Oracle on Monday announced five new cloud regions, spanning five continents. It's adding a region in Jeddah, making it the first public cloud vendor with data centers in Saudi Arabia, Oracle said.
The other four new regions are in Melbourne, Australia; Osaka, Japan; Montreal, Canada and Amsterdam in The Netherlands. Oracle already has cloud data centers in Australia, Japan and Canada, as well as in the EU. The new regions are part of Oracle's effort to offer a minimum of two regions in almost every country in which it operates.

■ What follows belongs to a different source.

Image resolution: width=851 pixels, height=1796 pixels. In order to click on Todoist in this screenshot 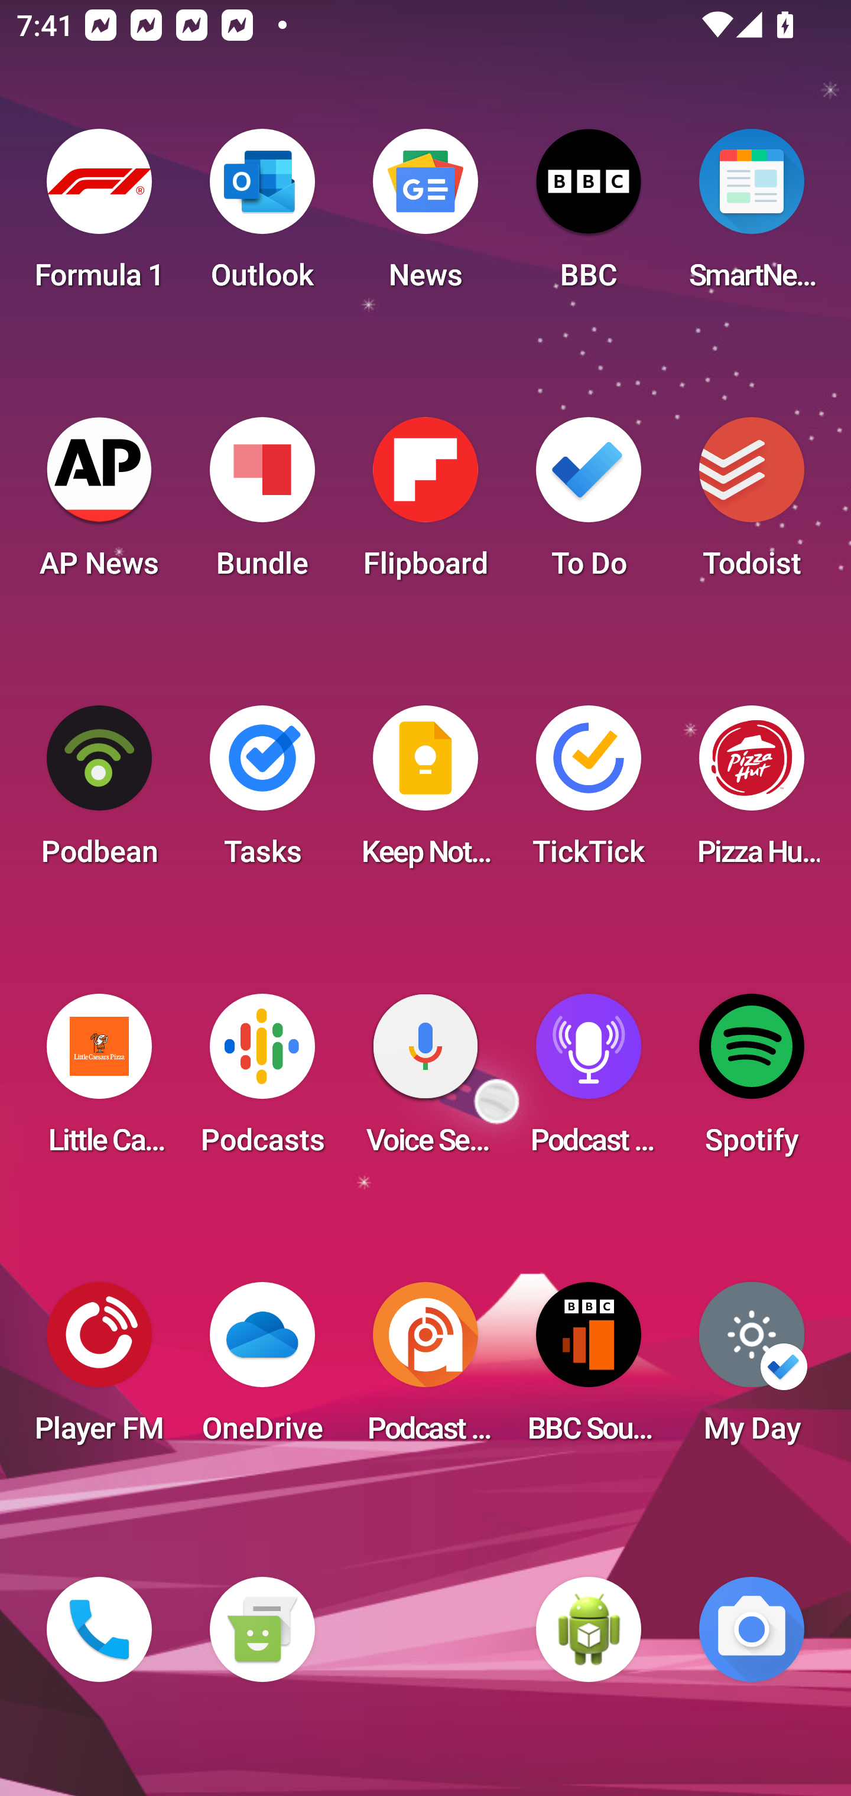, I will do `click(752, 505)`.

That redundancy should be useful for disaster recovery purposes, as well as for meeting data residency requirements. It should give more confidence to business customers thinking about moving critical systems to the cloud. Oracle plans to add a second region in Saudi Arabia later this year, as well as two regions in UAE.

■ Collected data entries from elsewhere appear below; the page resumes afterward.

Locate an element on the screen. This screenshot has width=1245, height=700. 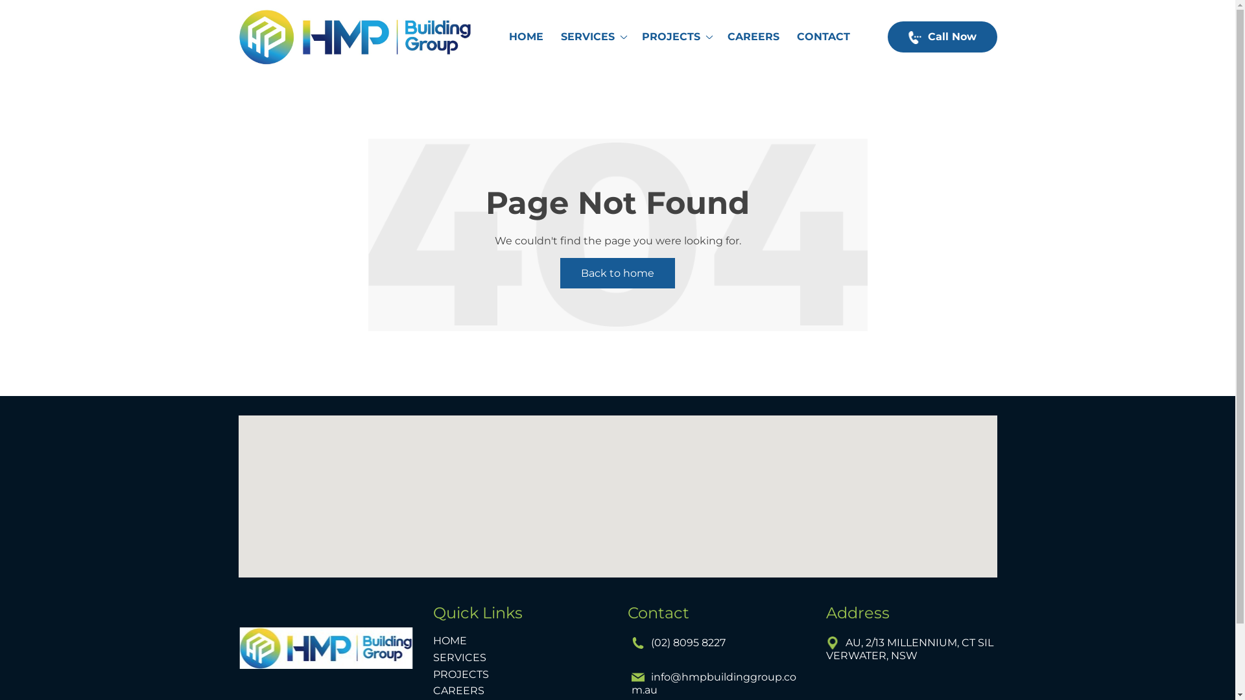
CAREERS is located at coordinates (459, 691).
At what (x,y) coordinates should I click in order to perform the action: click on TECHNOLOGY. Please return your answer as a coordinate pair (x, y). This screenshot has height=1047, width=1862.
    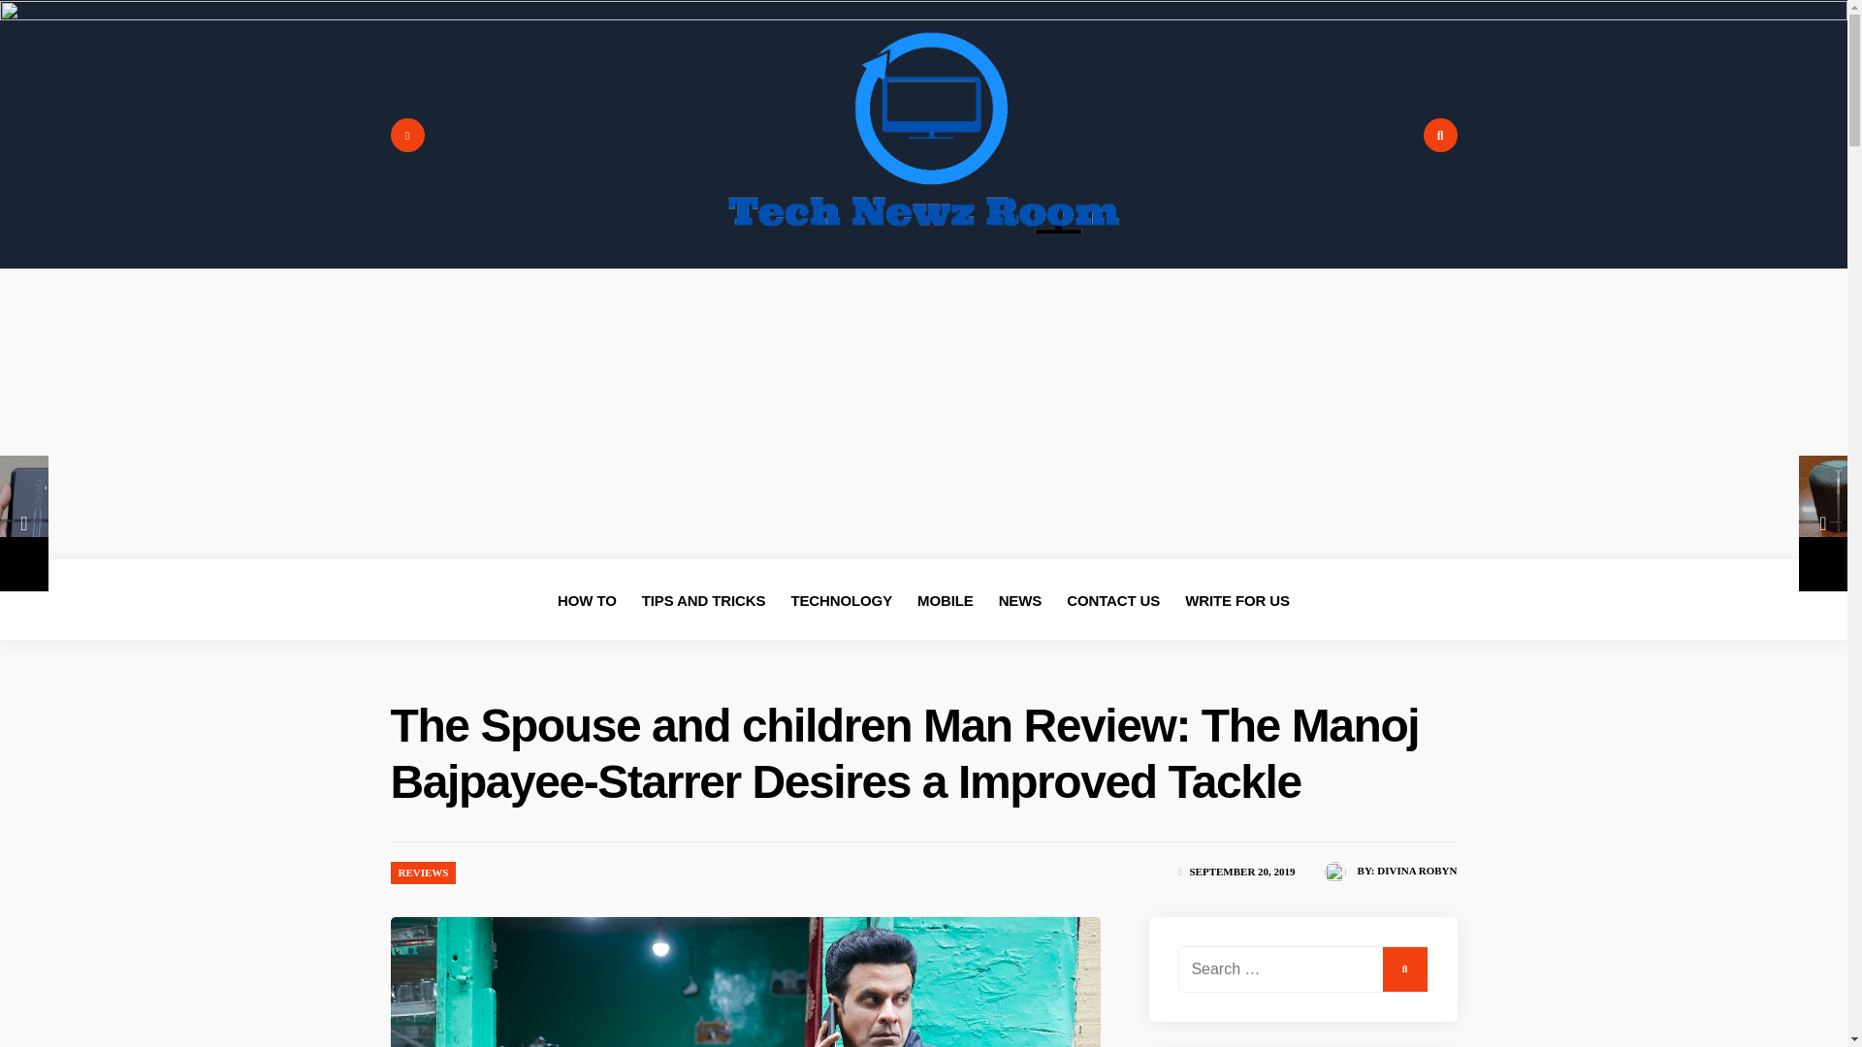
    Looking at the image, I should click on (840, 600).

With its five new regions, which are now open for business and available in the Oracle Cloud Console, Oracle has its Gen2 Cloud available in 21 fully independent locations. The tech giant is on track to have a total of 36 cloud regions up and running by the end of the year.
Oracle has pitched its Gen2 Cloud as purpose-built for the enterprise, but the company remains a niche infrastructure provider, with a fraction of the market share held by Amazon Web Services and Microsoft Azure.

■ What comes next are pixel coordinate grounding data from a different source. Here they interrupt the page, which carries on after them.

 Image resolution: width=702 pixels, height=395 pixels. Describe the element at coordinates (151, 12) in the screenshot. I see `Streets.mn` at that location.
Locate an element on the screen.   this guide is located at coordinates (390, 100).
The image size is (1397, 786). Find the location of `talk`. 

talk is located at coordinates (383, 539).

However, in its blog post Monday, Oracle said it's moving quickly to build up its infrastructure business, with an automated region building process that lets it expand rapidly.
Oracle has also partnered with Microsoft Azure, a much larger public cloud vendor, to offer a unique interoperability partnership that could help Oracle's cloud business make inroads with companies that are adopting multi-cloud strategies.
Oracle highlighted the progress it's making in specific regions. In Japan, for instance, all 10 of the country's largest companies using Oracle Cloud.